START GIVEN RECORDS
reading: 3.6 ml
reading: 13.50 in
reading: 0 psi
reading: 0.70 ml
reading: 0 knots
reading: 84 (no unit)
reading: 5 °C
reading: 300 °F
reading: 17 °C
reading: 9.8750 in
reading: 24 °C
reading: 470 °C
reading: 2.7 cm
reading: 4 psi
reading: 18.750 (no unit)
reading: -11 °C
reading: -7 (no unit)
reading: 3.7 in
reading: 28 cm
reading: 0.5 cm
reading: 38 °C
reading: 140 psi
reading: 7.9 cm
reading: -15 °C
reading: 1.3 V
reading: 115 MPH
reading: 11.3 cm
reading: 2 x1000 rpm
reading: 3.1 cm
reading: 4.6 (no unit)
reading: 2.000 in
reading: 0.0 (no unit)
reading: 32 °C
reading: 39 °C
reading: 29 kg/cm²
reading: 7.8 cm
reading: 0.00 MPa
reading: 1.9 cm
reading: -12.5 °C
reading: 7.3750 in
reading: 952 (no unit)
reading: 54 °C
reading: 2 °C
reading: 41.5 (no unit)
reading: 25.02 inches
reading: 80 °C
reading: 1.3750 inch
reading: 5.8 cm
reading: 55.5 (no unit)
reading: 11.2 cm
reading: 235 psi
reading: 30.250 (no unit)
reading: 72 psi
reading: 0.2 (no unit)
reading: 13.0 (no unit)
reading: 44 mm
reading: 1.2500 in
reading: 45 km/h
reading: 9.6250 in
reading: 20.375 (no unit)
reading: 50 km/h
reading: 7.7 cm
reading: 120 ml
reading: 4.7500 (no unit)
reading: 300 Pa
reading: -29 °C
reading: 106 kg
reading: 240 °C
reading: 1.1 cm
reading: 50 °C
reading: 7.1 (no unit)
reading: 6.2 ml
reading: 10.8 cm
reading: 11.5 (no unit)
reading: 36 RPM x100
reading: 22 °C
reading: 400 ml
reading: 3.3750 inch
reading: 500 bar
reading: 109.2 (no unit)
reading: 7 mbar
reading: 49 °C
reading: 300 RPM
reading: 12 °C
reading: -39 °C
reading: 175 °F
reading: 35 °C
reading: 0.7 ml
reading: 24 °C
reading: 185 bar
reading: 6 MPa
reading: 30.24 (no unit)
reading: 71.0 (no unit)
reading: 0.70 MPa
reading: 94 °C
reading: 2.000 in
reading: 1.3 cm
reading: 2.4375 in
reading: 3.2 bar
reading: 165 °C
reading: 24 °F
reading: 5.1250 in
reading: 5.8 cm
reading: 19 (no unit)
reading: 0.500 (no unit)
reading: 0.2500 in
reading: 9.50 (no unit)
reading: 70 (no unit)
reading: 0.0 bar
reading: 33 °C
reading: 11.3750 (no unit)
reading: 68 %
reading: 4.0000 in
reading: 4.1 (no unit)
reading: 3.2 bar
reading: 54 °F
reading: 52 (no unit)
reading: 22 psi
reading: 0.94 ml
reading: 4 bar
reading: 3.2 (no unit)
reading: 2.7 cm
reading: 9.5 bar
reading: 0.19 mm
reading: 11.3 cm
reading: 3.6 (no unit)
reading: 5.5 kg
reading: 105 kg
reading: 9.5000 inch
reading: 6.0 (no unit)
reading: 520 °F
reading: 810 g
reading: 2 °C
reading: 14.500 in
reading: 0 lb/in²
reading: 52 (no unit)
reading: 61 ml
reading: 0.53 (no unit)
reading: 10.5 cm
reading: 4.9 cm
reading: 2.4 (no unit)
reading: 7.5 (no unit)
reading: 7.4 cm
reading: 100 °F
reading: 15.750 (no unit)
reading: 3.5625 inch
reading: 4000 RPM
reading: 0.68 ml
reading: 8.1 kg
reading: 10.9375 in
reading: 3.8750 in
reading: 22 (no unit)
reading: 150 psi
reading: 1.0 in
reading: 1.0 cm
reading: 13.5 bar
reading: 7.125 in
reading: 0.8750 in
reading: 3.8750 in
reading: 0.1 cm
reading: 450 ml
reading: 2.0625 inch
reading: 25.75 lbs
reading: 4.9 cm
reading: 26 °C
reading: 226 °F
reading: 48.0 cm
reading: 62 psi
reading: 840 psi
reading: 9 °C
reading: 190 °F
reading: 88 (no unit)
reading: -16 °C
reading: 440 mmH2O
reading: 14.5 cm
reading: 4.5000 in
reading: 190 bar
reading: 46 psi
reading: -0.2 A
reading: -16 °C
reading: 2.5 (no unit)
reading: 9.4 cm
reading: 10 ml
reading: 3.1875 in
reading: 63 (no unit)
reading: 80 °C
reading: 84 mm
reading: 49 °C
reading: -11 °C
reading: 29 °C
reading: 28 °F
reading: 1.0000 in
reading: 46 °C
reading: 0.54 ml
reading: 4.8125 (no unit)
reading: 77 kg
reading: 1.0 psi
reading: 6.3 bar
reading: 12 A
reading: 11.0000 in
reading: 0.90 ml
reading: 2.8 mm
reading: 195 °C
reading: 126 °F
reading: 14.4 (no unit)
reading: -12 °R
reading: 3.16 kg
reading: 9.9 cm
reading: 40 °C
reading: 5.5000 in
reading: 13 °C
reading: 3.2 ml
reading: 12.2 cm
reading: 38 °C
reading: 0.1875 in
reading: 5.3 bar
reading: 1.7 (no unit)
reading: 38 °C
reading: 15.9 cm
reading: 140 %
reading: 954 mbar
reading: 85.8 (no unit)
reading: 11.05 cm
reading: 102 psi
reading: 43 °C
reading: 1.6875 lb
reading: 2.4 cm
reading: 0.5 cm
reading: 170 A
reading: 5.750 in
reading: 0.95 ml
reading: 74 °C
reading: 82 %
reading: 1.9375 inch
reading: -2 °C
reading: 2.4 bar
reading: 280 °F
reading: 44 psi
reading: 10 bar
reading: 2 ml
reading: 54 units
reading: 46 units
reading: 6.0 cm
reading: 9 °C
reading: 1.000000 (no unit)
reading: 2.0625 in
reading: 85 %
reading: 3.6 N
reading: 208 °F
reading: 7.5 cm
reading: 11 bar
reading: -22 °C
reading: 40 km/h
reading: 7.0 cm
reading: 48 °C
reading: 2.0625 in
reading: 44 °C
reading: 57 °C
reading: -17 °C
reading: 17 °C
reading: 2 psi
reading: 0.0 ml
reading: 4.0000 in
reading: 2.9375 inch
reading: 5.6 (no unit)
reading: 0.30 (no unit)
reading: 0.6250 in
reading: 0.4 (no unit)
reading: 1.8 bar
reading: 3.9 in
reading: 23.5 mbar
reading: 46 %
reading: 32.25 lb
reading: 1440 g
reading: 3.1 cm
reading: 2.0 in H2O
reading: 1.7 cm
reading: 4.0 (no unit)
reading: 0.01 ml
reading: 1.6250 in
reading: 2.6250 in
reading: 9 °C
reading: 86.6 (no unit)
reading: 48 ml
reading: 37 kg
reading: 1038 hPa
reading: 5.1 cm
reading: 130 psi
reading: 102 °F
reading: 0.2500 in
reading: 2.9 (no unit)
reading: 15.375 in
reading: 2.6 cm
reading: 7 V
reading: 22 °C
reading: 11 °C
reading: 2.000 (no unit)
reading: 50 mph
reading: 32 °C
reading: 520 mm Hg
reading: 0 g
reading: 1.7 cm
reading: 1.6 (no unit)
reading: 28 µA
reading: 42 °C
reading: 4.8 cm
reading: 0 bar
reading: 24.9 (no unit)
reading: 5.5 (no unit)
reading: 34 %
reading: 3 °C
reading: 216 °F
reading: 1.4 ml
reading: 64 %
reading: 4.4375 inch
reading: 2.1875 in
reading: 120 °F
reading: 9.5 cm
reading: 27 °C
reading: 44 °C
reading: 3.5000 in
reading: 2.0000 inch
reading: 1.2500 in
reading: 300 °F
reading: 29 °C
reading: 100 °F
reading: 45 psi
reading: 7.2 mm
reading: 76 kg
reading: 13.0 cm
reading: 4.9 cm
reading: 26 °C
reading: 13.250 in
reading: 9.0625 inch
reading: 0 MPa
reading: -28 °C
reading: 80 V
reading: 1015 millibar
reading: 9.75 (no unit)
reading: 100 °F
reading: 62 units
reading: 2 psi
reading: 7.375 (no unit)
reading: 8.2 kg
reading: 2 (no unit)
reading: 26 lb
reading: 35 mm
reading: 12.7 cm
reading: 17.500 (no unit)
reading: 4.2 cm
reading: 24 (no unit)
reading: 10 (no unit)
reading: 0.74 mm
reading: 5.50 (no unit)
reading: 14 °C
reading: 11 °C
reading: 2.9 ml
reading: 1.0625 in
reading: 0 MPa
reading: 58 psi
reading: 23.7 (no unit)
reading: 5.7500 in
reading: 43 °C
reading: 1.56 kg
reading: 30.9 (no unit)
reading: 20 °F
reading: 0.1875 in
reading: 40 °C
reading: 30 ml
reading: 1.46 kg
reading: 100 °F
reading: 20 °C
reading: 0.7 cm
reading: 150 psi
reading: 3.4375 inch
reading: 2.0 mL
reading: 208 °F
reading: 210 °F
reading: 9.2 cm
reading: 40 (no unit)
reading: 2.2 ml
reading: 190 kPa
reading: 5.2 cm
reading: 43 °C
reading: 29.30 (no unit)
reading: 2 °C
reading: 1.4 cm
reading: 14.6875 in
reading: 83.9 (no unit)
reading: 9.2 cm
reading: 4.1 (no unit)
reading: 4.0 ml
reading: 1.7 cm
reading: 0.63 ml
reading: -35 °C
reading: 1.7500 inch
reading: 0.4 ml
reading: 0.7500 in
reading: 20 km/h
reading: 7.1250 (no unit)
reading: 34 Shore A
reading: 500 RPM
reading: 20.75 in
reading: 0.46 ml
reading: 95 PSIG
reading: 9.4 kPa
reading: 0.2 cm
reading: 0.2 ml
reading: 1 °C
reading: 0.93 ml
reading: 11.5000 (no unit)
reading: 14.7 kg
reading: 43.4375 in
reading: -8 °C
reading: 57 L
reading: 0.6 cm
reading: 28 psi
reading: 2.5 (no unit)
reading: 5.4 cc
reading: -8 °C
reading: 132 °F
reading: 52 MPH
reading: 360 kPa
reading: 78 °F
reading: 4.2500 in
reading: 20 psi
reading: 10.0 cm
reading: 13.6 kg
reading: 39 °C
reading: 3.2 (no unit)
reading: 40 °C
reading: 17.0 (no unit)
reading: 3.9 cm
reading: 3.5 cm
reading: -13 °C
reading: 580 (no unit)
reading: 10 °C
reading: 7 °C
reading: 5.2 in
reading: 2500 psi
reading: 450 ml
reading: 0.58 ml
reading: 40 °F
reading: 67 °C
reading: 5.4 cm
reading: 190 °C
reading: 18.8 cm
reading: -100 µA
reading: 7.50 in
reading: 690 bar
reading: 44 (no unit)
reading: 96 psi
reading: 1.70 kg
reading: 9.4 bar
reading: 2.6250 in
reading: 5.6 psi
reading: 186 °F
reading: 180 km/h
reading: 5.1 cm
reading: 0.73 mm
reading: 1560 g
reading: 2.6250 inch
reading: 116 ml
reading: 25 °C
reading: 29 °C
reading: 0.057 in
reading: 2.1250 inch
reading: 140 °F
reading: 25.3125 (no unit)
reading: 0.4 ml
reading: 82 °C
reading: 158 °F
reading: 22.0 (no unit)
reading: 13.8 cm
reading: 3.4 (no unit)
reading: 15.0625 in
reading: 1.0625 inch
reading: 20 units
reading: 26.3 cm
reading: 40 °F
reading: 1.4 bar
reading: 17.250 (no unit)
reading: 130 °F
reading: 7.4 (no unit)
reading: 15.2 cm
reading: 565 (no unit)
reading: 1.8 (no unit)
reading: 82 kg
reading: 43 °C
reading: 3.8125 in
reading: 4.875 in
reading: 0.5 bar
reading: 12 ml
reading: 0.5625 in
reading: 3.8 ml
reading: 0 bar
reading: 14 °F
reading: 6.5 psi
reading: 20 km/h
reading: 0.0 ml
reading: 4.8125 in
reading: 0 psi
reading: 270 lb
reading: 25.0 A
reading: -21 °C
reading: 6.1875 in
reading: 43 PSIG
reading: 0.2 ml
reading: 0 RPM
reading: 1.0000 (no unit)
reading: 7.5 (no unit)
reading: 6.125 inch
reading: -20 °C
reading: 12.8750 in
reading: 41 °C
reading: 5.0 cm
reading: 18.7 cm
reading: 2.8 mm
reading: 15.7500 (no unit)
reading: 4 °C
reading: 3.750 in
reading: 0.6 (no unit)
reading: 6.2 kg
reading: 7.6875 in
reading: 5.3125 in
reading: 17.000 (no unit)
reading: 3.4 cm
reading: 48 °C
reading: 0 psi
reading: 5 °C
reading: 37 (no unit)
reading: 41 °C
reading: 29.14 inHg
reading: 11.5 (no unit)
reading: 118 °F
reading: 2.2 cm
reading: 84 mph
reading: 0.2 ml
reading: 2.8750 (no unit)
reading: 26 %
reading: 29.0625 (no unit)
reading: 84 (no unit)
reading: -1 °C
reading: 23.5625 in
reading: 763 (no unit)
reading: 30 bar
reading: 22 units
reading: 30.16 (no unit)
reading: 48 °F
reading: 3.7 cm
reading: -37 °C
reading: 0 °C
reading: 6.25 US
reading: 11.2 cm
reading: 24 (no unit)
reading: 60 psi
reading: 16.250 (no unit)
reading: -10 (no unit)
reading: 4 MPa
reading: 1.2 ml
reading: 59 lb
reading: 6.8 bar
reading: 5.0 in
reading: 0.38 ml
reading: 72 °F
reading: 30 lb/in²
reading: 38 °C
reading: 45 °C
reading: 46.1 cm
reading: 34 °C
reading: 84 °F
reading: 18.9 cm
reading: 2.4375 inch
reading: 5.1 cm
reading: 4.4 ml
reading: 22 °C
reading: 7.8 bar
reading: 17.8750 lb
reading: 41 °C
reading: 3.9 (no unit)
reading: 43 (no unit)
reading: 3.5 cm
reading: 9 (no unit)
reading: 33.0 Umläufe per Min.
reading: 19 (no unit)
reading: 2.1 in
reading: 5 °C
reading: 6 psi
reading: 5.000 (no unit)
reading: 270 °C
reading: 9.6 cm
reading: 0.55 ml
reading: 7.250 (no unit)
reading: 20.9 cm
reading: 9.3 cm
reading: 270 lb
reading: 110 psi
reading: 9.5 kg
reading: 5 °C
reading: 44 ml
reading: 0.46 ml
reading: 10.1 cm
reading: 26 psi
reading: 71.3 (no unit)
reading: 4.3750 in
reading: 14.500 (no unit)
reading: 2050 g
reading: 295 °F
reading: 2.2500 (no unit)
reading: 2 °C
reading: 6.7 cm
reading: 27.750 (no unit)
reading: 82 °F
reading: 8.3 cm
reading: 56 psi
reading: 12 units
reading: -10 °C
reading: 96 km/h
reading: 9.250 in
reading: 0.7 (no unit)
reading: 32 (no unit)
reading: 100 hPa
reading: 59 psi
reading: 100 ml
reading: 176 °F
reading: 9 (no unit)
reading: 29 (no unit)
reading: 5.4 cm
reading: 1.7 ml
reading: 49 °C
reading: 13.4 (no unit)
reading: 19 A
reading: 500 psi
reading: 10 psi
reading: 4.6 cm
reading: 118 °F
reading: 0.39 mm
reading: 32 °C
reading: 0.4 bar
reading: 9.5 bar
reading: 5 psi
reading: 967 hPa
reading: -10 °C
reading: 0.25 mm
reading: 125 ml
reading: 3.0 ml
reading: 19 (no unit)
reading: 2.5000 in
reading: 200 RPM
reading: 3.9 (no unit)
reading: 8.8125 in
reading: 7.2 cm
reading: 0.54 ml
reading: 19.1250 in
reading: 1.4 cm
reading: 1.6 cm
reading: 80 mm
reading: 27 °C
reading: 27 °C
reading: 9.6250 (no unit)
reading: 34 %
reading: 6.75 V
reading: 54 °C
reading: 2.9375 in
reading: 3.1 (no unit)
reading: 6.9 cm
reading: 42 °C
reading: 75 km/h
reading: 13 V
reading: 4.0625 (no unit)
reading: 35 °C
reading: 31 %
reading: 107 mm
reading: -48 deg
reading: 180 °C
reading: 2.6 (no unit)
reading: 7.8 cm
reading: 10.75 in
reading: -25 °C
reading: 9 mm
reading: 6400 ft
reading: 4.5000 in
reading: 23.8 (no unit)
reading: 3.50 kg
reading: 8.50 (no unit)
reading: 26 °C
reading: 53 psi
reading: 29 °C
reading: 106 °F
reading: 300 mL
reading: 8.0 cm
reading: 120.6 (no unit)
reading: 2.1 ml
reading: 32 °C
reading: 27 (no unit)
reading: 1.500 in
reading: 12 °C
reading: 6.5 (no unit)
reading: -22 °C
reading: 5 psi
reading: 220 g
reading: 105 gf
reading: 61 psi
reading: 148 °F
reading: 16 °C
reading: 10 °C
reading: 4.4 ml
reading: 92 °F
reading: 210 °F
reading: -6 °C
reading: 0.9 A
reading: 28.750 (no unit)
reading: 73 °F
END GIVEN RECORDS
### [WHAT YOU NEED TO DO]
Please go through the data and copy each line containing the word "units".

### [SOLUTION]
reading: 54 units
reading: 46 units
reading: 62 units
reading: 20 units
reading: 22 units
reading: 12 units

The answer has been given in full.